Sunday, July 10, 2016

Please tell this reporter (and other reporters as well) that: No, Arabic newspapers are NOT using the N-word

I hate when people with no command of Arabic or of little command of Arabic making generalizations and judgment about the Arabic language.  I am accustomed to that living in the US and reading Western correspondents and some academics.  Look at this article: "Arabic newspapers, for example, often use racist language, both out of ignorance or malice – and major newspapers with large circulation are no exception.  This week, following the anti-police brutality protests in the United States and the violence in Dallas and Colorado, one Egyptian newspaper used the Arabic equivalent of the N-word.  On Saturday, al-Shuruq al-Jadid, a major Egyptian newspaper, used the word Zunuj, Arabic for "negroes", for its front-page story on the Black Lives Matter protests in the United States."  This is quite false and silly.  To refer to blacks as zunuj or Zanj or Zinj (all are equivalent) is not at all offensive or derogatory.  You may consult the old classical dictionaries like Lisan Al-`Arab and others for this.  Zunuj simply referred to people coming from the Sudan and it has none of the connotation of the word "niggers" or its equivalent.  It is true that some in the Arab world refer to blacks in colloquial Arabic as "`abid", which means "slaves".  That is indeed offensive and racist but it is not used in any Arabic newspapers.  So there is no story here except that the writer of this article should not write on matters of Arabic language.

PS The story has been also covered in some Arabic newspapers as well.

PPS Zanjibar is from the word Zanj or Zinj.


Could every line of the data be copied out once more, exactly?

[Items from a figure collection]
┌──

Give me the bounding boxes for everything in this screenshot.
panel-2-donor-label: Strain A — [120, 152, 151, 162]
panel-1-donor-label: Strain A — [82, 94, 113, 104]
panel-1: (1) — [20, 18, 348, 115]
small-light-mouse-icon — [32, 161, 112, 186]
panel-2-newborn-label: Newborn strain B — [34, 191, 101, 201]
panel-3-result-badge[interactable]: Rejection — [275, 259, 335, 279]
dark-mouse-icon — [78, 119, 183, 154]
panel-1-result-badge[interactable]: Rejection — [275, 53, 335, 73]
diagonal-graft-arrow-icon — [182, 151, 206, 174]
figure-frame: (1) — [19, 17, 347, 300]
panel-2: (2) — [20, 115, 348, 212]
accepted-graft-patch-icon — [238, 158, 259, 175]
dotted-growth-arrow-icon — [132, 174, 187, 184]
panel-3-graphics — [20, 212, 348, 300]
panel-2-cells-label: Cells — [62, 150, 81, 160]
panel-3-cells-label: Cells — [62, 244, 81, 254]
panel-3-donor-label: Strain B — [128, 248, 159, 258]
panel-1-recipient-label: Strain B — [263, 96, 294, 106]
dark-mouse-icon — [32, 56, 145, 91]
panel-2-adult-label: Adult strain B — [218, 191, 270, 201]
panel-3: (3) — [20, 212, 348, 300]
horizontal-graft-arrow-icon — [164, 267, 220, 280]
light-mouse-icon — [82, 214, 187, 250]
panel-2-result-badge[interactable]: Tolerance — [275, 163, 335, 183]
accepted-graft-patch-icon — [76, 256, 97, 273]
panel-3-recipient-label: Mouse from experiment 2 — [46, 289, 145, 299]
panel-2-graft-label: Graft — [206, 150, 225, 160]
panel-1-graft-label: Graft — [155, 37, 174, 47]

└──

Answer to this task ::
Give me the bounding boxes for everything in this screenshot.
panel-2-donor-label: Strain A — [120, 152, 151, 162]
panel-1-donor-label: Strain A — [82, 94, 113, 104]
panel-1: (1) — [20, 18, 348, 115]
small-light-mouse-icon — [32, 161, 112, 186]
panel-2-newborn-label: Newborn strain B — [34, 191, 101, 201]
panel-3-result-badge[interactable]: Rejection — [275, 259, 335, 279]
dark-mouse-icon — [78, 119, 183, 154]
panel-1-result-badge[interactable]: Rejection — [275, 53, 335, 73]
diagonal-graft-arrow-icon — [182, 151, 206, 174]
figure-frame: (1) — [19, 17, 347, 300]
panel-2: (2) — [20, 115, 348, 212]
accepted-graft-patch-icon — [238, 158, 259, 175]
dotted-growth-arrow-icon — [132, 174, 187, 184]
panel-3-graphics — [20, 212, 348, 300]
panel-2-cells-label: Cells — [62, 150, 81, 160]
panel-3-cells-label: Cells — [62, 244, 81, 254]
panel-3-donor-label: Strain B — [128, 248, 159, 258]
panel-1-recipient-label: Strain B — [263, 96, 294, 106]
dark-mouse-icon — [32, 56, 145, 91]
panel-2-adult-label: Adult strain B — [218, 191, 270, 201]
panel-3: (3) — [20, 212, 348, 300]
horizontal-graft-arrow-icon — [164, 267, 220, 280]
light-mouse-icon — [82, 214, 187, 250]
panel-2-result-badge[interactable]: Tolerance — [275, 163, 335, 183]
accepted-graft-patch-icon — [76, 256, 97, 273]
panel-3-recipient-label: Mouse from experiment 2 — [46, 289, 145, 299]
panel-2-graft-label: Graft — [206, 150, 225, 160]
panel-1-graft-label: Graft — [155, 37, 174, 47]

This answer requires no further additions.